Welcome to our family blog!

We began in September 2010 by traveling a portion of the Camino de Santiago, the ancient pilgrimage route that leads to the tomb of Saint James in Santiago, Galicia, in the northwestern corner of Spain. The name of our blog is inspired by the camino, and we'll have many stories (cuentos) to tell! We spent 2010-2011 on an intentional international journey, living and working in Spanish-speaking countries. Since then, we are immersed back in our lives at home but will report on occasional openings and discoveries. Please join us!

Sunday, February 20, 2011

Weekend in Quetzaltenango, place of the quetzal

We just came back from a long car ride to and from Xela, the place of 10 peaks, otherwise known as Quetzaltenango, the place of the quetzal bird. The bird is no longer there, having left this sprawling metropolis in search of greener hills. 
Indoors arcade from 1920s, Xela

Xela is filled with unremarkable streets and small storefronts, an elegant central park and a museum whose wooden floorboards recall the old shops of my childhood with their faded blue paint. The first floor contains a touching history of technology, from the town’s first telephone bank, to mimeograph machines and the first portable telephones. Another room is devoted to the proud history of Xela, once the capital of its own separate country, once a modern city filled with coffee barons. A third room is filled with natural history oddities, from a family of stuffed lions with outsized staring eyes to jars of sad white fetuses. Hanging in midair is a stuffed goat with eight legs splayed in all directions, which lived for several hours and according to eyewitnesses,  gave off a strange yellow smoke when it breathed. One imagines the schoolchildren crowding around to read the descriptions and the undercurrent of Satanic urges hinted at by the commentary. 


Stone pedestrian bridge in Xela

Our purpose in visiting Xela was to help to build stoves that are fuel-efficient and have chimneys, helping to avoid respiratory disease which is the second leading cause of death in Guatemala. We met our friends in the early morning and took the chicken bus, the local bus which was formerly a US school bus, now painted in multicolors and decorated with religious sayings, out to a nearby suburb. A place of dusty hillsides, where construction is ongoing and huge trucks mine the earth. The homes are simple, with tin roofs and their dry rocky yards. Now is the dry season before the rains but after the harvest, so the land looks especially bereft. Instead of crops, the little tracts hold broken buckets and discarded plastic sandals.


Building the stove
The children crowded around as we worked, and helped wherever they could. The mother dug an expert hole, working in her sandals, while the children hauled wood and furniture out of the kitchen to make way for their new stove. After a morning’s work, we left the concrete and cinderblock frame to dry. On a later trip, volunteers will put in the firebox and install the shining chrome cooktop and metal chimney. The family will no longer have to cook over a simple fire in the kitchen building or breathe in the smoke.

On the way back, we spent a long dusty afternoon heading south and east back to Antigua.  We took the main road, the highway of Guatemala, its dusty margins covered by a perpetual fog of exhaust fumes and sellers of tropical fruits. The mameys, huge as a monkey’s head, hiding a clear yellow freshness inside. The zapotes with their dented, rotted appearance from the outside and the orange fruit like sweet squash.  The pitahayas like large plums, with a shocking neon purple flesh surrounding small black seeds. The pineapples each with their identical color shift from green to yellow, advertising their exquisite sweetness.

The Interamerican Highway it is called, the main conduit of traffic of all types from El Salvador and parts south on up to Mexico and the United States. The shortest route to Mexico where it stretches a finger south along the Pacific coast into Guatemala, its porous border welcoming travelers. Travel on the road is slowed by road works. Here the mudslide of last year came pouring over the bridge, the bridge still under repair and cars crawling around it through the underbrush. There a fuel truck has turned over on its side, its driver come back to alert the travelers to slow to a single lane. The shocking sight of it lying on its side like a dead animal, its fuel tank miraculously intact. Once we were jolted by a car coming towards us at full tilt, a construction detour unannounced to travelers coming from our direction.

Pickup trucks coming south with California license plates carrying loads of new items: car bumpers, washing machines, new bedframes. White panel trucks driving north with no company name, shut tight. One can imagine so many refugees packed tight inside, sweltering in the heat and praying for a safe journey.

Little tendrils of economic anxiety reached into my life in Guatemala, when someone took the numbers of my debit card and my attached security code from the automatic teller machine I used one day. The numbers made their way down this highway to Bogota, Columbia, just south of Panama. There, some desperate person turned those magic numbers into cash. A small tax on the rich for use by those in need. I did not even have to bear the cost due to the safety net of the United States banking system which reimbursed my loss. When the same thing happened to my Guatemalan friend, $800 an absolute fortune to him, his bank ignored and perhaps smiled on the theft. My dutiful report to the bank was met with a wall of stony silence.  Many in Guatemala are trying to create a state of economic and physical security, but poverty and related violence are hard to root out.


BRIEF: The entries below are to be repeated exactly, with the pictures left out.

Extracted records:

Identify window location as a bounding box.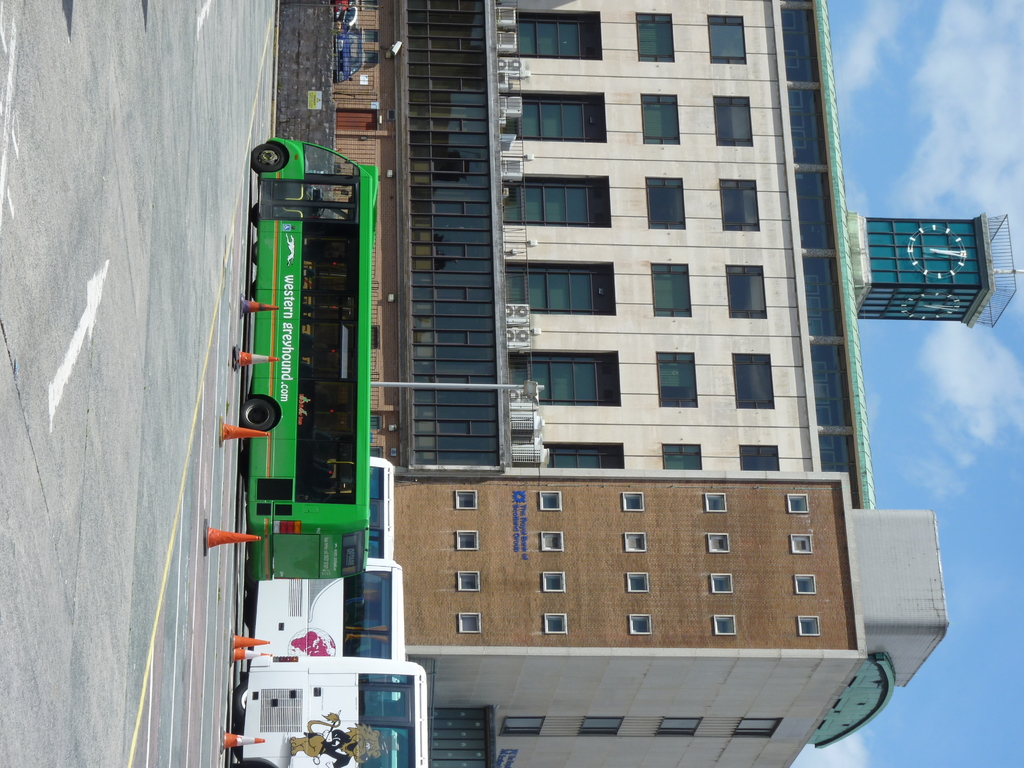
{"x1": 541, "y1": 615, "x2": 566, "y2": 634}.
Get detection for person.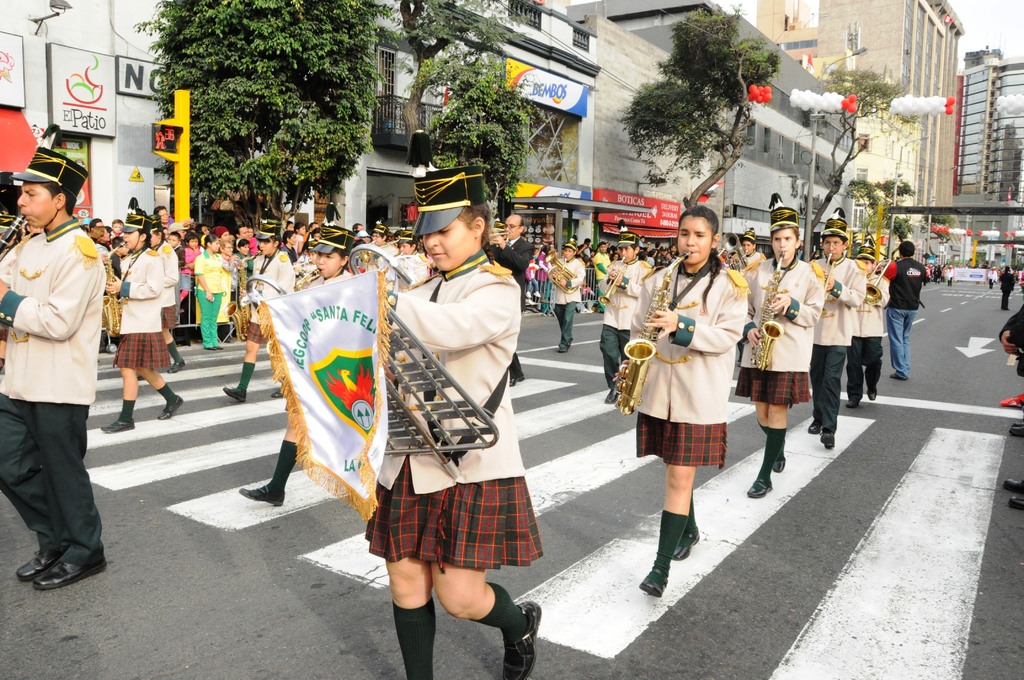
Detection: <bbox>259, 160, 547, 679</bbox>.
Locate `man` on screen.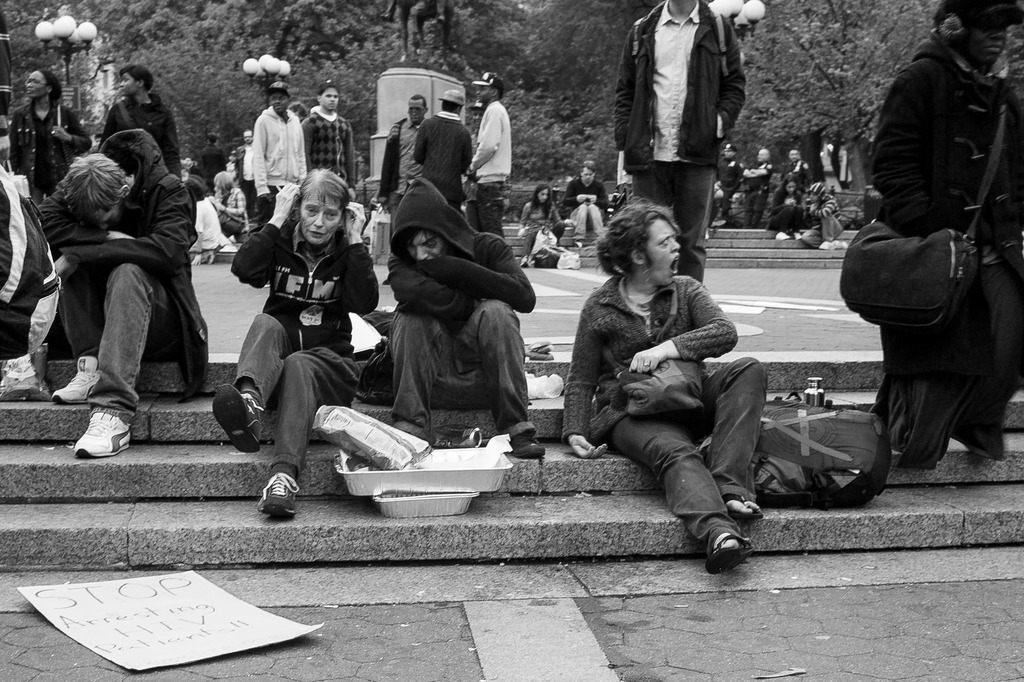
On screen at select_region(28, 92, 211, 469).
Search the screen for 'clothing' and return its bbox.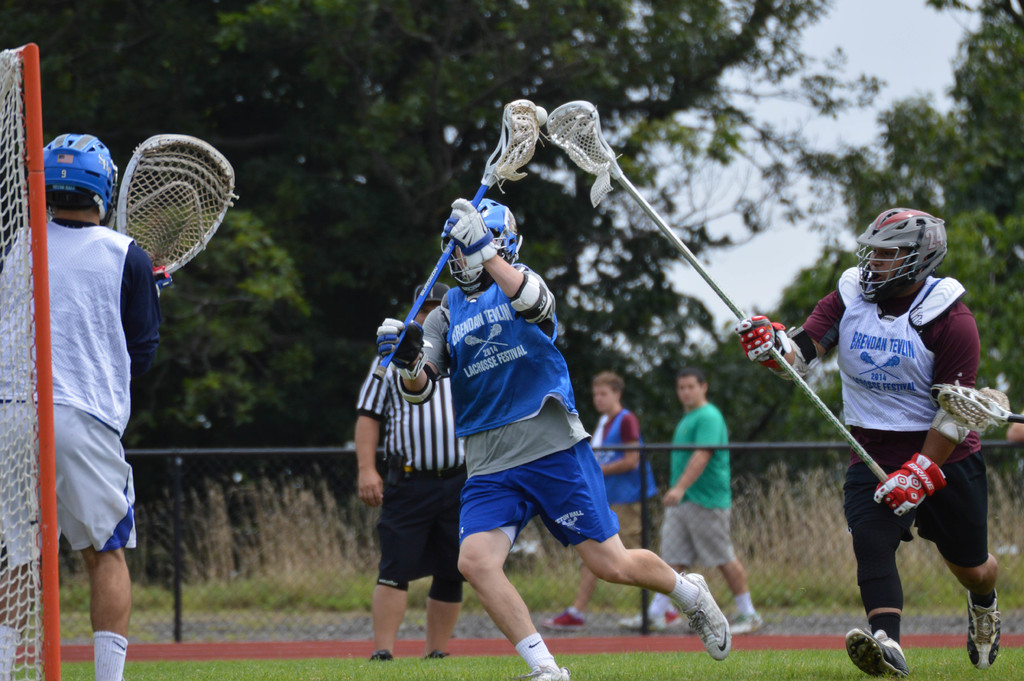
Found: region(662, 406, 733, 567).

TASK RESPONSE:
Identify window location as a bounding box.
{"x1": 541, "y1": 615, "x2": 566, "y2": 634}.
Get detection for person.
Detection: <bbox>259, 160, 547, 679</bbox>.
Locate `man` on screen.
On screen at select_region(28, 92, 211, 469).
Search the screen for 'clothing' and return its bbox.
Found: region(662, 406, 733, 567).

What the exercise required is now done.